Ripp originally signed the then-unknown 22-year old Joel to a 10-record contract that stripped Joel of all rights to the original tapes and to the publishing rights to all current and future songs. As part of a deal with Columbia Records to release Joel from his record contract, Ripp was still able to collect large royalties on sales of Joel's biggest hit records long after Joel's acrimonious departure from Family Productions (up until 1986's The Bridge). Ripp only sold the publishing rights to Joel's song catalog back to Joel reluctantly after intense pressure from CBS/Columbia Records president Walter Yetnikoff who claimed he had to threaten Ripp to finalize the deal.

Cold Spring Harbor was named after a hamlet of the same name in the town of Huntington, NY, a seaside community near Joel's hometown.

The lyrics of the song "Tomorrow Is Today" were derived from a note Joel had written when he tried to commit suicide by drinking furniture polish. He was found by his drummer and taken immediately to a hospital where his stomach was pumped.

Joel would later release a live version of "She's Got a Way" on the album Songs in the Attic in 1981. Released as a single in early 1982, the song peaked at number 23 on the Billboard Hot 100 chart.

Read more about this topic:  Cold Spring Harbor (album)
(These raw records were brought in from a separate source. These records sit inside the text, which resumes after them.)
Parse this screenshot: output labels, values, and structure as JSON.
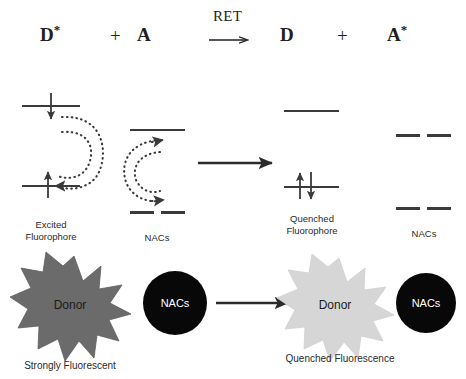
{
  "figure": {
    "background": "#ffffff"
  },
  "equation": {
    "donor_excited": "D",
    "donor_excited_star": "*",
    "plus_left": "+",
    "acceptor": "A",
    "ret_label": "RET",
    "donor_ground": "D",
    "plus_right": "+",
    "acceptor_excited": "A",
    "acceptor_excited_star": "*"
  },
  "orbital_row": {
    "excited_fluorophore": {
      "label": "Excited\nFluorophore",
      "upper_level": "HOMO-excited upper level",
      "lower_level": "ground level",
      "upper_arrow": "down-arrow",
      "lower_arrow": "up-arrow"
    },
    "nacs_left": {
      "label": "NACs",
      "upper_level": "solid level",
      "lower_level": "dashed level"
    },
    "transfer_arrow": "right-arrow",
    "quenched_fluorophore": {
      "label": "Quenched\nFluorophore",
      "upper_level": "empty upper level",
      "lower_level": "paired level",
      "paired_arrows": "up-down-pair"
    },
    "nacs_right": {
      "label": "NACs",
      "upper_level": "dashed level",
      "lower_level": "dashed level"
    }
  },
  "particle_row": {
    "donor_bright": {
      "shape_label": "Donor",
      "caption": "Strongly Fluorescent",
      "fill": "#6b6b6b"
    },
    "nacs_left_circle": {
      "label": "NACs",
      "fill": "#080808"
    },
    "transfer_arrow": "right-arrow",
    "donor_quenched": {
      "shape_label": "Donor",
      "caption": "Quenched Fluorescence",
      "fill": "#d6d6d6"
    },
    "nacs_right_circle": {
      "label": "NACs",
      "fill": "#080808"
    }
  },
  "colors": {
    "stroke": "#3a3a3a",
    "text": "#231f20",
    "bright_star": "#6b6b6b",
    "quenched_star": "#d6d6d6",
    "circle": "#080808"
  }
}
Famous quotes containing the word background:

    ... every experience in life enriches one’s background and should teach valuable lessons.
    Mary Barnett Gilson (1877–?)

    Pilate with his question “What is truth?” is gladly trotted out these days as an advocate of Christ, so as to arouse the suspicion that everything known and knowable is an illusion and to erect the cross upon that gruesome background of the impossibility of knowledge.
    Friedrich Nietzsche (1844–1900)

    They were more than hostile. In the first place, I was a south Georgian and I was looked upon as a fiscal conservative, and the Atlanta newspapers quite erroneously, because they didn’t know anything about me or my background here in Plains, decided that I was also a racial conservative.